Earthwork, Kildromin, Co. Limerick
Co. Limerick |
Ritual/Ceremonial
In a waterlogged corner of County Limerick, a monument quietly erases and rewrites itself depending on how you look, and when.
The earthwork at Kildromin appears on one set of aerial images and vanishes entirely from another taken just a few years later, a behaviour that says as much about the soggy, drained pasture it sits in as about the monument itself. What survives at ground level is a penannular earthwork, roughly 46 metres across on its longer axis, defined by a low scarp that runs from the south-southwest around through west and north to the east. Penannular simply means almost circular, with a deliberate gap, and here that opening faces south, giving the whole form the shape of a large horseshoe pressed into the landscape.
The monument was not picked up by the Ordnance Survey's historic mapping at all, which suggests it had already lost much of its physical presence above ground by the time those surveys were made. It came to light through the Bruff aerial photographic survey of 1986, recorded as reference Bruff 160.02, when the distinctive penannular cropmark became legible from the air. Cropmarks form when buried or shallow earthworks affect how vegetation grows above them, with ditches tending to produce lusher, greener growth and banks the opposite, making the underlying archaeology briefly readable to an aircraft or camera at the right moment. A ditch-barrow, a circular burial monument defined by a surrounding ditch rather than a raised mound, lies just ten metres to the northeast, catalogued separately as LI032-244. The proximity of these two monuments hints at an area that once held some significance, though the low-lying ground, now cut through by land drains and watercourses, has done a thorough job of obscuring whatever that significance was.
Accessing this site in any meaningful sense is complicated by its setting. The earthwork sits on wet, low-lying pasture approximately 525 metres southwest of the townland boundary with Milltown, and the land drains that cross the area are a persistent obstacle on the ground. The monument's intermittent visibility is itself worth understanding: it showed up clearly on Ordnance Survey of Ireland orthoimagery captured between 2005 and 2012, but was absent from a Digital Globe image taken between 2011 and 2013 and again invisible on Google Earth imagery from September 2020. Soil moisture, crop type, and seasonal conditions all affect whether such features register from above. For anyone curious enough to seek it out, the best chance of seeing any surface trace lies in dry spells when the scarp definition is highest, and even then, patience with soft ground is essential.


- **What is being asked**: In the data below, which lines hold "node"? Copy every one.

━━━━━ Supplied material

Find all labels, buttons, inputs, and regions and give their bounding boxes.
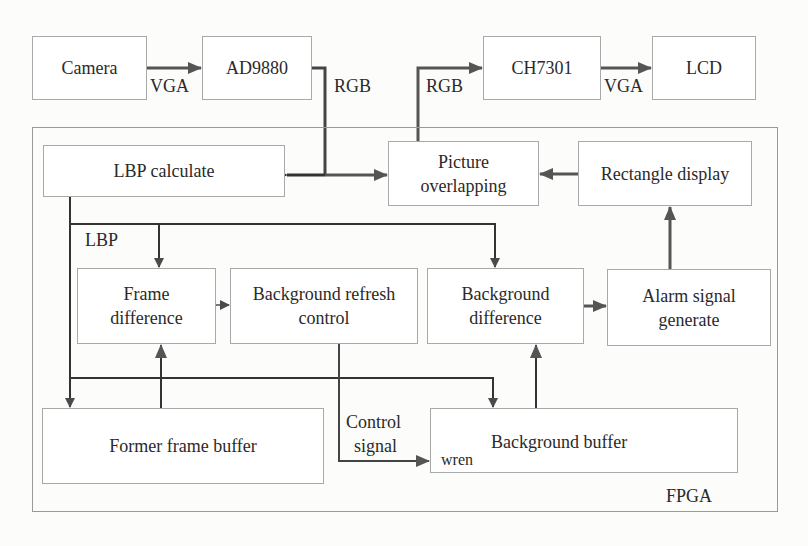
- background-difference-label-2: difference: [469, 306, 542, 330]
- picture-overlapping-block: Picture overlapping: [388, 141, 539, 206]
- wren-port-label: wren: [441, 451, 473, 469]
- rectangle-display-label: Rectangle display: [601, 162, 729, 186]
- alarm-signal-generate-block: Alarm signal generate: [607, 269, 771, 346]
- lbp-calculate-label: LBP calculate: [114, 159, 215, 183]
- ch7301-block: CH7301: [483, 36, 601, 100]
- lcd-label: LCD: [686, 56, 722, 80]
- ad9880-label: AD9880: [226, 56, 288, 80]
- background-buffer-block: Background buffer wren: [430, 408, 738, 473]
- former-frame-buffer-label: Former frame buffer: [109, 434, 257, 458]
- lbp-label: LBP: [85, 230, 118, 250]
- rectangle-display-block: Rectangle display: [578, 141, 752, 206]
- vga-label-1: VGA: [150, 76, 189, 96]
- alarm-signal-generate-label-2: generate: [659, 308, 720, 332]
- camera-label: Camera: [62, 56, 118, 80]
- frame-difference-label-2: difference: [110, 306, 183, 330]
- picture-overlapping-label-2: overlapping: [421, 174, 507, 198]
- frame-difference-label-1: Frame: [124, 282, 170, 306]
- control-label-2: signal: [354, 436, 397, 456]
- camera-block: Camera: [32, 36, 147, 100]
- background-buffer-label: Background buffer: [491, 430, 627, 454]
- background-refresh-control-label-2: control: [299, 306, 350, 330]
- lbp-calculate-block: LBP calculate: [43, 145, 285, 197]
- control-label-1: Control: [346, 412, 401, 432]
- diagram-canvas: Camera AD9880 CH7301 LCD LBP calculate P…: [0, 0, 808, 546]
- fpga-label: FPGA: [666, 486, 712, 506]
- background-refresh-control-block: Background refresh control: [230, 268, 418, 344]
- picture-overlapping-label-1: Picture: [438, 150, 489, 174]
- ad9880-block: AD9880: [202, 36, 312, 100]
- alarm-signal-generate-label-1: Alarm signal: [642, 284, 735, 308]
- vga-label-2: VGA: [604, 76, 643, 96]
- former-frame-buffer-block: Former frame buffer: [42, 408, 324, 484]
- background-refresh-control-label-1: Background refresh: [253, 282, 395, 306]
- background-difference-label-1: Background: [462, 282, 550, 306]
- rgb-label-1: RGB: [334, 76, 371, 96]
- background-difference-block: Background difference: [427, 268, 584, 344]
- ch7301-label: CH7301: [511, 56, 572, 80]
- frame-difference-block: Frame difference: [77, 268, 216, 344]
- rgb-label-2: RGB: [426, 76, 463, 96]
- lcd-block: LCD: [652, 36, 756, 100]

━━━━━━━━━━
━━━━━ Supplied material

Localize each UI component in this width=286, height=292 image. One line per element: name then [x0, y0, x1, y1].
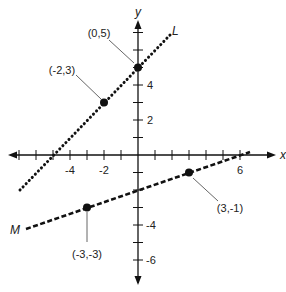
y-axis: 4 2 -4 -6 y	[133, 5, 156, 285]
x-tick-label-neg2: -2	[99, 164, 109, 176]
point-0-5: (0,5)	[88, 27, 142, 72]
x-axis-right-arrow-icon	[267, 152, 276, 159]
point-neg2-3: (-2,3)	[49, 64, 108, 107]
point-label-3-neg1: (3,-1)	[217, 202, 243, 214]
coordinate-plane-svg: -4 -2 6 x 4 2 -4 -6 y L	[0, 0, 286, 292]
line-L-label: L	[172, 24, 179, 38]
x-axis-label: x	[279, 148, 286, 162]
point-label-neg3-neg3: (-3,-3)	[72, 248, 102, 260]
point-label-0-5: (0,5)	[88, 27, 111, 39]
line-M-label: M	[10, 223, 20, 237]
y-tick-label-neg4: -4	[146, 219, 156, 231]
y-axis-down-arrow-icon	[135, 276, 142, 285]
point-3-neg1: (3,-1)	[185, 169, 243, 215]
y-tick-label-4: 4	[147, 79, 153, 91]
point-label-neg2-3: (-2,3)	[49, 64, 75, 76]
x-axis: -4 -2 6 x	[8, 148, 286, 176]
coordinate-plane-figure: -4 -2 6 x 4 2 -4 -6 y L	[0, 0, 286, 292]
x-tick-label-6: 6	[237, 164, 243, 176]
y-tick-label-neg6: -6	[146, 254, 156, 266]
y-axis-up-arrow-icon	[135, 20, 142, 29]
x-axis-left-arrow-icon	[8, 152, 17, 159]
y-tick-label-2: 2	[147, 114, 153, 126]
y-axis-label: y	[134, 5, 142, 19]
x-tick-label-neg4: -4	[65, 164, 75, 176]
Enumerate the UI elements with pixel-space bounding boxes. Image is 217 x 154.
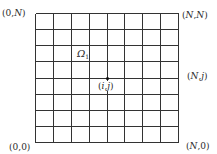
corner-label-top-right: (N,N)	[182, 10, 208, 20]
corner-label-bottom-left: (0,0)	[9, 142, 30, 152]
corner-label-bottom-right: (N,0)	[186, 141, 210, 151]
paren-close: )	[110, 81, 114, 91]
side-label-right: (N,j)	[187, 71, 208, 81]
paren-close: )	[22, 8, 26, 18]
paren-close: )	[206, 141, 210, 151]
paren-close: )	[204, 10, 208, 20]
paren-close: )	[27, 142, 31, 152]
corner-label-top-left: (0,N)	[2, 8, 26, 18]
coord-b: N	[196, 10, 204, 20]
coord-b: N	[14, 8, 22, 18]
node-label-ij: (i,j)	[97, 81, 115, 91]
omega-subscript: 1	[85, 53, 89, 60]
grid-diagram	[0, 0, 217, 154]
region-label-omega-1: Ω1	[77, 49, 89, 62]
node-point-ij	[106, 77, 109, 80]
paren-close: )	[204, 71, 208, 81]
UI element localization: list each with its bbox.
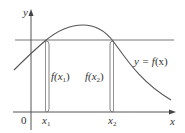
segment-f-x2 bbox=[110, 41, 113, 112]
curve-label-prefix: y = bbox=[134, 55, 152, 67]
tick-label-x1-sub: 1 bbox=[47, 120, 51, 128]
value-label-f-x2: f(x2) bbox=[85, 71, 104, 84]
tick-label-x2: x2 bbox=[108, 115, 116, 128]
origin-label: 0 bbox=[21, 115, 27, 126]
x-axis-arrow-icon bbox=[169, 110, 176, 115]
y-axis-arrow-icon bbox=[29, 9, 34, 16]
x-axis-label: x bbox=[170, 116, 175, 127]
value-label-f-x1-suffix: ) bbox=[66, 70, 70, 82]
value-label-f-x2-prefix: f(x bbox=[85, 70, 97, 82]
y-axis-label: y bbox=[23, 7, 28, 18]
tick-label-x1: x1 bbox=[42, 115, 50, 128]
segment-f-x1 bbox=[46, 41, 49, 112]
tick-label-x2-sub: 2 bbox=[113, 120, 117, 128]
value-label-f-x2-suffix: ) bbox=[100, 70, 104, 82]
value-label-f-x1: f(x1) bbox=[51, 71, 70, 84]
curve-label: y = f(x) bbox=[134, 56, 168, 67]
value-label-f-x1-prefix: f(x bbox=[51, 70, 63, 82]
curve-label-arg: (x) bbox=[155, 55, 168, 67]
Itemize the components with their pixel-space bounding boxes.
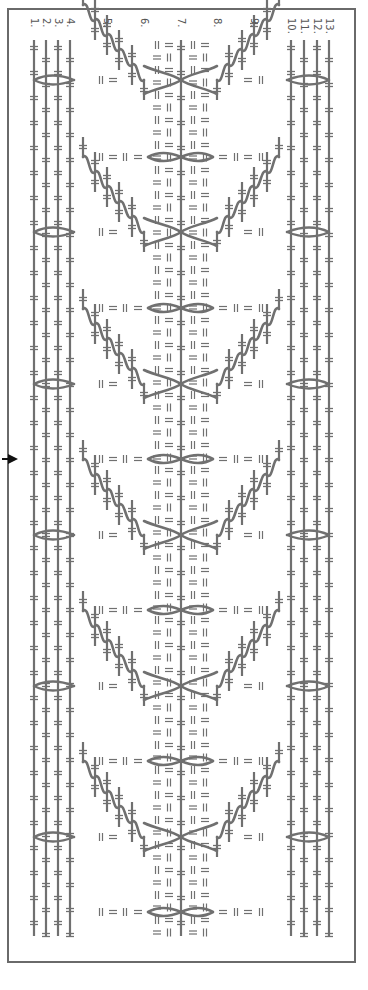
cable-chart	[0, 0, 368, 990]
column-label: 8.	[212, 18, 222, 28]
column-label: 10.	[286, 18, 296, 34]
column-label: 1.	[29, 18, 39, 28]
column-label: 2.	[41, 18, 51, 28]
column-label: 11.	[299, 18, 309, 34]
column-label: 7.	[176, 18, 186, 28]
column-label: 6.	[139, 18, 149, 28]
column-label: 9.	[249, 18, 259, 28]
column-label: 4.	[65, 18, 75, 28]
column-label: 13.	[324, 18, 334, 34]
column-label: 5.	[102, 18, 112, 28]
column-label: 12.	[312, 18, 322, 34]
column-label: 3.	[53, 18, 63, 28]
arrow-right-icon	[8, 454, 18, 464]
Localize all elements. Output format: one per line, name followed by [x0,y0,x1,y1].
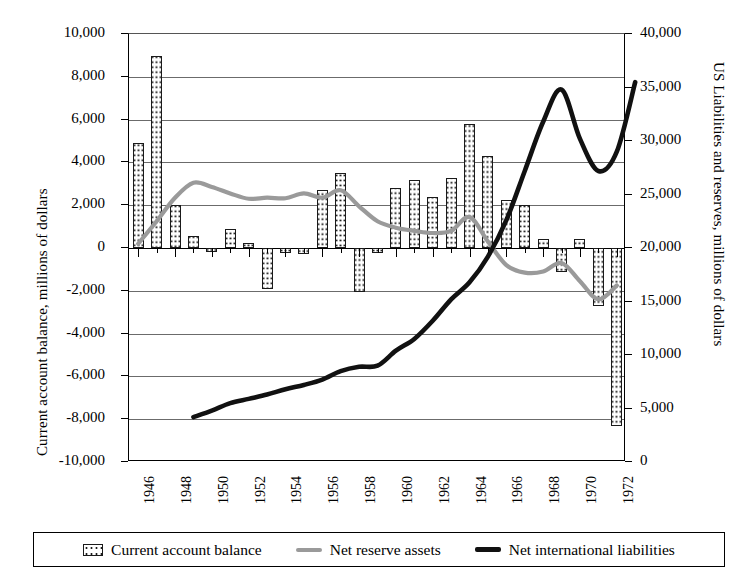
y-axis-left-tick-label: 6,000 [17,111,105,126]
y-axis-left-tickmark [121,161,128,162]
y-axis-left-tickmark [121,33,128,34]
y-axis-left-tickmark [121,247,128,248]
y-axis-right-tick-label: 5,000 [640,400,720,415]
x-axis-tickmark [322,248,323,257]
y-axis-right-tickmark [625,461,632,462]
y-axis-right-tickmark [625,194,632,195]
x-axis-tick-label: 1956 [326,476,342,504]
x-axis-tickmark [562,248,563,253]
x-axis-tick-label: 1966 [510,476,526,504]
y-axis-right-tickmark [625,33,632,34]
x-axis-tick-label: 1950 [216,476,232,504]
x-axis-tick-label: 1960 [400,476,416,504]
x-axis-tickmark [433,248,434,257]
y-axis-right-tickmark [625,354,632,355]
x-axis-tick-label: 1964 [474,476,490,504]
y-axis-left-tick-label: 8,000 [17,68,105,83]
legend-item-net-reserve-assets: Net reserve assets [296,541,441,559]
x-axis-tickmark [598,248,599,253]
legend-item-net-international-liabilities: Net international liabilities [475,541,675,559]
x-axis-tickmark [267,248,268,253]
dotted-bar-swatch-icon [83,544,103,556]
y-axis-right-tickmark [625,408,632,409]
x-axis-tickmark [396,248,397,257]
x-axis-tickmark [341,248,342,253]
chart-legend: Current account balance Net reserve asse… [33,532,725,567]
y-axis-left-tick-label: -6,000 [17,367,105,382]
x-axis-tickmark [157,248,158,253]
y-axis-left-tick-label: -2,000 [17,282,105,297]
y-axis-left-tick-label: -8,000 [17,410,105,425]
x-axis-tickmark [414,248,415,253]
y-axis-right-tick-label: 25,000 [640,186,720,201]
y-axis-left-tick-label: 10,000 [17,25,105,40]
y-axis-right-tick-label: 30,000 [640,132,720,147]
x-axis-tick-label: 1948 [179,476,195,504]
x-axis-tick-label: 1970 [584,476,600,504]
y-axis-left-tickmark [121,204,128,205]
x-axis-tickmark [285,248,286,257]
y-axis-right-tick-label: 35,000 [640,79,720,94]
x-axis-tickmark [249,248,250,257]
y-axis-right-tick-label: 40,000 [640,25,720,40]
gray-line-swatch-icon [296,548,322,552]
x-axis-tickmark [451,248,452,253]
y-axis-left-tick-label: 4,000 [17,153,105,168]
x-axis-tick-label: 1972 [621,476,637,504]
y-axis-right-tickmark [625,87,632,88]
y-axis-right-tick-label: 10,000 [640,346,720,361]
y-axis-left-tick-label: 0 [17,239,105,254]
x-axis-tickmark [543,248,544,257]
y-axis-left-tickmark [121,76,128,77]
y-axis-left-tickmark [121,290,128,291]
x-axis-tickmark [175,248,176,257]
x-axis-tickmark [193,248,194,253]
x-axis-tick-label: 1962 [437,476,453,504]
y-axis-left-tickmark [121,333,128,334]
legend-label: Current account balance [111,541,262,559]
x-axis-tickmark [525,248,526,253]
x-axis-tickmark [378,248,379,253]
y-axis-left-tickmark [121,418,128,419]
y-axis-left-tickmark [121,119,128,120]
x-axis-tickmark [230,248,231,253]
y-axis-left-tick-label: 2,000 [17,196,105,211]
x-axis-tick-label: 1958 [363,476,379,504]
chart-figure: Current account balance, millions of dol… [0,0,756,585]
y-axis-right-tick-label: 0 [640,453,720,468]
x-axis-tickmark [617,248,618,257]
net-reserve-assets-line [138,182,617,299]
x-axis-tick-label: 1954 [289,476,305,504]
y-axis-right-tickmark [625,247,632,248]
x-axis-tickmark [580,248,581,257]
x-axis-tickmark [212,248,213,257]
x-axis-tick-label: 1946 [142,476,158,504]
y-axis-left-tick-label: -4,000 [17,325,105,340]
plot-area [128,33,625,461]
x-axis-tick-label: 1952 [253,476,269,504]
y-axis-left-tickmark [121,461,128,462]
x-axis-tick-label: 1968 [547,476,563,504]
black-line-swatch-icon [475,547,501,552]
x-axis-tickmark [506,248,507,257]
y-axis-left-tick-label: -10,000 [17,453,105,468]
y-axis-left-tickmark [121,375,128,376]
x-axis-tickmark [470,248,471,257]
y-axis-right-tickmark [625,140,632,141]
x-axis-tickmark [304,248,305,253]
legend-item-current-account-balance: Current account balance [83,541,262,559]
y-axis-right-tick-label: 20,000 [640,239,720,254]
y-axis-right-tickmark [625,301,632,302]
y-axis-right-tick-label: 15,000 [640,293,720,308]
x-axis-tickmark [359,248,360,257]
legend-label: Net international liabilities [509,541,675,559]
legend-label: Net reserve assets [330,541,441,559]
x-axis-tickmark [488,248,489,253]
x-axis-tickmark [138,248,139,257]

━━━━━━━━━━
━━━━━ Supplied material

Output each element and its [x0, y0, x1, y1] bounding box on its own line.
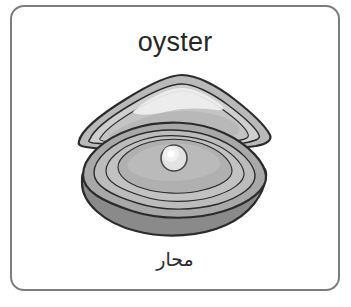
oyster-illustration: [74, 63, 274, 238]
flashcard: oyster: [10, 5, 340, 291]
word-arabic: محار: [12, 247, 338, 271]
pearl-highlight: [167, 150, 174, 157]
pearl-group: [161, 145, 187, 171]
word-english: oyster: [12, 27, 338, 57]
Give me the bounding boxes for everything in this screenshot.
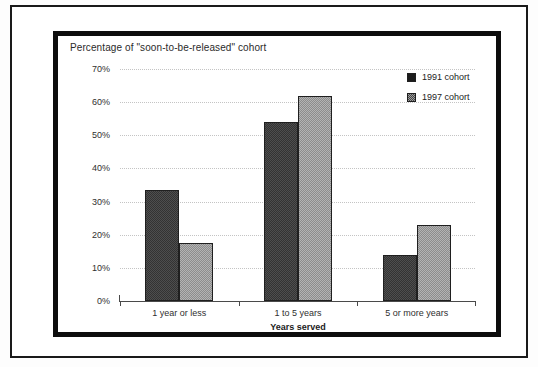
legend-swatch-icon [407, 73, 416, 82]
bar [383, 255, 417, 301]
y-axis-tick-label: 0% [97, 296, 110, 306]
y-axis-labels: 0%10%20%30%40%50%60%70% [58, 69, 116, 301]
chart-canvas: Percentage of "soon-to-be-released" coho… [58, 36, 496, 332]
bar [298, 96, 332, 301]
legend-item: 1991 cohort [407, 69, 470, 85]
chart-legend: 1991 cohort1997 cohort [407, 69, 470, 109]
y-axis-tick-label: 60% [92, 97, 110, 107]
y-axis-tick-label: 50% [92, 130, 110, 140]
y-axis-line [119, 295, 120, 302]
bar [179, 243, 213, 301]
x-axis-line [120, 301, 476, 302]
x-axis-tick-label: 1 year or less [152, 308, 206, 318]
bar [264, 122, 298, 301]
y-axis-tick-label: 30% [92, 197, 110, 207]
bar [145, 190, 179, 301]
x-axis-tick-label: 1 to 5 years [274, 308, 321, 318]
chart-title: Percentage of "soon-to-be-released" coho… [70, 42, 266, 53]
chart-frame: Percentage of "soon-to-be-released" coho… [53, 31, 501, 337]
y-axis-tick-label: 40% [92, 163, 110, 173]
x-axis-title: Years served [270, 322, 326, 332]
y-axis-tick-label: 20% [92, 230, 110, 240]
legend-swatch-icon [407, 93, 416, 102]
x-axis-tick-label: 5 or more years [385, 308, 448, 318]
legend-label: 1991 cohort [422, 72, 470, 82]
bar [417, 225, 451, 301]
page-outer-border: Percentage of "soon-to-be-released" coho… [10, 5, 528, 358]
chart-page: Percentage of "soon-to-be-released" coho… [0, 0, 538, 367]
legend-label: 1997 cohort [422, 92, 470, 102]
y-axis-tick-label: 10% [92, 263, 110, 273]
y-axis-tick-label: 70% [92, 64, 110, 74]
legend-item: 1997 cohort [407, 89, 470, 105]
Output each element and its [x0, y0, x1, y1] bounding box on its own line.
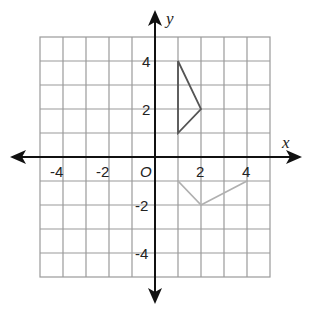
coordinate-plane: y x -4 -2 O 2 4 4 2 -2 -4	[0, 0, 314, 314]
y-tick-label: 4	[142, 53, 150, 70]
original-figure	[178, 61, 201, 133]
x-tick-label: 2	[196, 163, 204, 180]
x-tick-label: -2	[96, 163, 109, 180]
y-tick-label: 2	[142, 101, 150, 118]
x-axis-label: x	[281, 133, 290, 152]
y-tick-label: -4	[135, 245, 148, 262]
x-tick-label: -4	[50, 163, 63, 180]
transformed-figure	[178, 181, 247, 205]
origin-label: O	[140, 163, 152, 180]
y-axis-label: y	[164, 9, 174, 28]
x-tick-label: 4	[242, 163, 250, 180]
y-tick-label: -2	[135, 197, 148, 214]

━━━━━━━━━━

- **Task result**:
node-label-ij: (i,j)	[97, 81, 115, 91]
node-point-ij	[106, 77, 109, 80]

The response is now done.